Gravity is a primary force of nature. It is because of gravity that when you drop something, it falls down (instead of going up). But, what does this really mean? What is gravity?

Gravity has played a big part in making the universe the way it is. Gravity is what makes pieces of matter clump together into stars, planets, and moons. Gravity is what makes the planets orbit the stars like Earth orbits our star, the Sun.

What is Gravity

Gravity is what makes the stars clump together in huge, swirling galaxies. Albert Einstein (a great physicist), who lived in the 20th century, had a new idea about gravity. He thought that gravity is what happens when space itself is curved or warped around a mass, such as a star or a planet. Thus, a star or planet would cause kind of a dip in space so that any other object that came too near would tend to fall into the dip.

There are a number of experiments that show that Einstein was right about this idea. But there are questions for which even Einstein had no answers. For example, if gravity is a force that causes all matter to be attracted to all other matter, why are atoms mostly empty space inside? (There is really hardly any actual matter in an atom!)

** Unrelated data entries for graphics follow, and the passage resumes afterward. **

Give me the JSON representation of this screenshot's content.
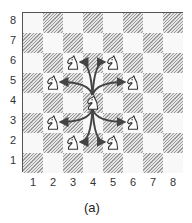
{
  "diagram": {
    "caption": "(a)",
    "ranks": [
      "8",
      "7",
      "6",
      "5",
      "4",
      "3",
      "2",
      "1"
    ],
    "files": [
      "1",
      "2",
      "3",
      "4",
      "5",
      "6",
      "7",
      "8"
    ],
    "center_knight": {
      "file": 4,
      "rank": 4
    },
    "target_knights": [
      {
        "file": 3,
        "rank": 6
      },
      {
        "file": 5,
        "rank": 6
      },
      {
        "file": 2,
        "rank": 5
      },
      {
        "file": 6,
        "rank": 5
      },
      {
        "file": 2,
        "rank": 3
      },
      {
        "file": 6,
        "rank": 3
      },
      {
        "file": 3,
        "rank": 2
      },
      {
        "file": 5,
        "rank": 2
      }
    ],
    "colors": {
      "dark_hatch": "#9a9a9a",
      "light": "#f8f8f8",
      "arrow": "#444444",
      "border": "#555555"
    }
  }
}
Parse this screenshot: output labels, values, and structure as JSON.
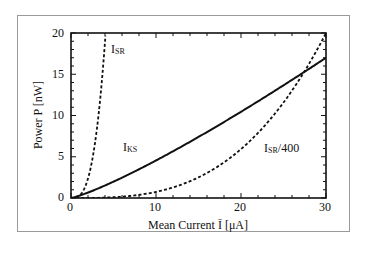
{
  "chart_data": {
    "type": "line",
    "title": "",
    "xlabel": "Mean Current Ī [μA]",
    "ylabel": "Power P [nW]",
    "xlim": [
      0,
      30
    ],
    "ylim": [
      0,
      20
    ],
    "xticks": [
      0,
      10,
      20,
      30
    ],
    "yticks": [
      0,
      5,
      10,
      15,
      20
    ],
    "x_minor_step": 2,
    "y_minor_step": 1,
    "grid": false,
    "legend": "inline labels",
    "series": [
      {
        "name": "I_SR",
        "style": "dashed",
        "x": [
          0,
          0.5,
          1,
          1.5,
          2,
          2.5,
          3,
          3.5,
          4.05
        ],
        "y": [
          0,
          0.04,
          0.3,
          1.0,
          2.4,
          4.6,
          8.0,
          12.7,
          20
        ]
      },
      {
        "name": "I_KS",
        "style": "solid",
        "x": [
          0,
          5,
          10,
          15,
          20,
          25,
          30
        ],
        "y": [
          0,
          1.9,
          4.5,
          7.4,
          10.4,
          13.6,
          17.0
        ]
      },
      {
        "name": "I_SR/400",
        "style": "dashed",
        "x": [
          0,
          5,
          10,
          15,
          20,
          25,
          28,
          30
        ],
        "y": [
          0,
          0.1,
          0.7,
          2.4,
          5.8,
          11.4,
          16.1,
          20
        ]
      }
    ],
    "annotations": [
      {
        "text": "I_SR",
        "x": 5.3,
        "y": 18
      },
      {
        "text": "I_KS",
        "x": 6.3,
        "y": 6.5
      },
      {
        "text": "I_SR/400",
        "x": 20.5,
        "y": 6.3
      }
    ]
  },
  "labels": {
    "xlabel": "Mean Current Ī [μA]",
    "ylabel": "Power P [nW]",
    "x_ticks": [
      "0",
      "10",
      "20",
      "30"
    ],
    "y_ticks": [
      "0",
      "5",
      "10",
      "15",
      "20"
    ],
    "isr_main": "I",
    "isr_sub": "SR",
    "iks_main": "I",
    "iks_sub": "KS",
    "isr400_main": "I",
    "isr400_sub": "SR",
    "isr400_suffix": "/400"
  }
}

How are the forces that hold atoms together different from gravity? Is it possible that all the forces we see at work in nature are really different sides of the same basic force or structure? A delicately patterned fern leaf. Shell of a pearly nautilus. An exquisitely detailed flower. Could some of the same laws of nature be at work in the designs of all things in the pictures above?

These are big questions that scientists and ordinary people like us have wondered for centuries. For a long time, we haven’t known how to go about finding the answers, other than trying to work things out on paper. NASA has a special program, called Fundamental Physics to find answers to these and other mysteries of the universe.

The goal of this new program is two-fold: a) To discover and explore fundamental physical laws governing matter, space, and time. And, b.) To discover and understand the basic rules nature uses to build the complex and beautiful structures we see around us.

Over the years, scientists and engineers have developed new technologies and instruments that will help us understand nature. Now we can take these new instruments into space and do experiments where the forces of gravity are very, very small (like when the Space Shuttle or the International Space Station are orbiting Earth in “free fall”). This way, scientists can do very delicate experiments to see what single atoms do under special conditions. NASA hopes these experiments will help us understand our universe and ourselves.

Gravity and Time

We don’t know what time is. We know a lot about time, but we don’t really understand it. The past and the future make sense because you can draw it on a line. But what about the present moment? Is it a just a dot that depends on the observer and one’s subjective perspective. Even Einstein was troubled by the concept of now, the present moment.

Philosopher Rudolf Carnap writes in his Intellectual Autobiography:

Einstein said the problem of the Now worried him seriously. He explained that the experience of the Now means something special for man, something essentially different from the past and the future, but that this important difference does not and cannot occur within physics. That this experience cannot be grasped by science seemed to him a matter of painful but inevitable resignation. So he concluded “that there is something essential about the Now which is just outside the realm of science.”